China Wife loves making french onion soup and we all like eating it. How well does a Roto Slicer w/ Shredder do on slicing onions for French onion soup?
Does it make sense to get this attachment instead of some form of food processor?
answer is probably buried in this threadbut it’s two years old already…
I have the slicer/shredder, and I rarely use it. In fact, I don’t even remember the last time I took it out.
99% of my onion slicing is done by hand. As needscoffee points out, it takes more time to dig out the attachment and set it up than it does to slice a moderate number of onions.
I use a cheapo mandolin to do slicing jobs that I need thinner than I can do by hand.
Lastly, I have a food processor that I sometimes use for slicing. But now that I think about it, I can’t remember the last time I used it for that. Hmm. As with the Kitchenaid attachment, it’s more work to pull out the machine, set it up, do my slicing, then clean the machine than it is to just do it by hand.
We have one, and while it normally pines for the fjords, if we need a massive pile of something sliced, it’s wonderful.
If you need to slice up something like two dozen cukes, or shred ten pounds of carrots, this is the thing to have - just put a bowl at the output end and start jamming in the veggies non-stop. Cleanup is not tough.
in reality, if you’re not a caterer who needs to make salad by the bushel basket, you probably don’t need this attachment.
All right. Pet peeve time. A slicer is called a mandoline, not a mandolin. The latter is a musical instrument, and while I suspect you could slice things with the strings (as a mandolin player, believe you me: those things can cut), it’d probably be pretty messy.
We had a slicer until one of the China Bambinas took off her bird finger nail and top layer of skin a few weeks ago. That mandoline is in a landfill somewhere.
Slicing by hand is doable but is a lot of work and not so easy to get uniform slices.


» **ASSIGNMENT**
Please set down the records exactly, keeping every line.

--------------------------------------------------

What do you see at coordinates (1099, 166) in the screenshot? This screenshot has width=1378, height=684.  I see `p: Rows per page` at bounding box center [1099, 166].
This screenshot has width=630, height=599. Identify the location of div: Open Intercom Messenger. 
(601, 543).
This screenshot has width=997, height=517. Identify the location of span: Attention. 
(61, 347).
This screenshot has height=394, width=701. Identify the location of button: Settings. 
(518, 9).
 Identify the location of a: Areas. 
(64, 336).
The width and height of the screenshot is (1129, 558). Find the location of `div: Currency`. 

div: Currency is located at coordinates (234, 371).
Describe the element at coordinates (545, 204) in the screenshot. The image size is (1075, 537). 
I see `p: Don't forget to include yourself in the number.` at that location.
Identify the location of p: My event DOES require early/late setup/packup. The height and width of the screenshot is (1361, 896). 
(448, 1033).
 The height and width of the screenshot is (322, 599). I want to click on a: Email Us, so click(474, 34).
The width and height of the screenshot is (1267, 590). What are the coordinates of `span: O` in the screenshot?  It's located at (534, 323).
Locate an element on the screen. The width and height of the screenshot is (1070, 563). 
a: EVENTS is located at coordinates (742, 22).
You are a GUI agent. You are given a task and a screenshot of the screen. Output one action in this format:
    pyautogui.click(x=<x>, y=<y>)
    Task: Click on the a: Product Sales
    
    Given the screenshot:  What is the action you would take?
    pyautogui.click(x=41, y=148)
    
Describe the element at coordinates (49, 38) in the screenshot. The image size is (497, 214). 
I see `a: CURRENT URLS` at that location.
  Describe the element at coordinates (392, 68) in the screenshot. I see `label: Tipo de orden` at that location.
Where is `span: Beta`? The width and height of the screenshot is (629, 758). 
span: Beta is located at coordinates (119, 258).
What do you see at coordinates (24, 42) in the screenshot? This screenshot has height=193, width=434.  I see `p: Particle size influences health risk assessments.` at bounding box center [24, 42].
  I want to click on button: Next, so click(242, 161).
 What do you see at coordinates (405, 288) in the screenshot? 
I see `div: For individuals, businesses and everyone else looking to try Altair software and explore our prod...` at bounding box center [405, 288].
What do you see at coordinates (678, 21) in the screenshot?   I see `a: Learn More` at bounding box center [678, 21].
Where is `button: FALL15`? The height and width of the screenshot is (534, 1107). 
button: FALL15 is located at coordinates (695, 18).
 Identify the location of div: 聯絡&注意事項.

--------------------------------------------------

» **RESPONSE**
What do you see at coordinates (1099, 166) in the screenshot? This screenshot has width=1378, height=684.  I see `p: Rows per page` at bounding box center [1099, 166].
This screenshot has width=630, height=599. Identify the location of div: Open Intercom Messenger. 
(601, 543).
This screenshot has width=997, height=517. Identify the location of span: Attention. 
(61, 347).
This screenshot has height=394, width=701. Identify the location of button: Settings. 
(518, 9).
 Identify the location of a: Areas. 
(64, 336).
The width and height of the screenshot is (1129, 558). Find the location of `div: Currency`. 

div: Currency is located at coordinates (234, 371).
Describe the element at coordinates (545, 204) in the screenshot. The image size is (1075, 537). 
I see `p: Don't forget to include yourself in the number.` at that location.
Identify the location of p: My event DOES require early/late setup/packup. The height and width of the screenshot is (1361, 896). 
(448, 1033).
 The height and width of the screenshot is (322, 599). I want to click on a: Email Us, so click(474, 34).
The width and height of the screenshot is (1267, 590). What are the coordinates of `span: O` in the screenshot?  It's located at (534, 323).
Locate an element on the screen. The width and height of the screenshot is (1070, 563). 
a: EVENTS is located at coordinates (742, 22).
You are a GUI agent. You are given a task and a screenshot of the screen. Output one action in this format:
    pyautogui.click(x=<x>, y=<y>)
    Task: Click on the a: Product Sales
    
    Given the screenshot:  What is the action you would take?
    pyautogui.click(x=41, y=148)
    
Describe the element at coordinates (49, 38) in the screenshot. The image size is (497, 214). 
I see `a: CURRENT URLS` at that location.
  Describe the element at coordinates (392, 68) in the screenshot. I see `label: Tipo de orden` at that location.
Where is `span: Beta`? The width and height of the screenshot is (629, 758). 
span: Beta is located at coordinates (119, 258).
What do you see at coordinates (24, 42) in the screenshot? This screenshot has height=193, width=434.  I see `p: Particle size influences health risk assessments.` at bounding box center [24, 42].
  I want to click on button: Next, so click(242, 161).
 What do you see at coordinates (405, 288) in the screenshot? 
I see `div: For individuals, businesses and everyone else looking to try Altair software and explore our prod...` at bounding box center [405, 288].
What do you see at coordinates (678, 21) in the screenshot?   I see `a: Learn More` at bounding box center [678, 21].
Where is `button: FALL15`? The height and width of the screenshot is (534, 1107). 
button: FALL15 is located at coordinates (695, 18).
 Identify the location of div: 聯絡&注意事項.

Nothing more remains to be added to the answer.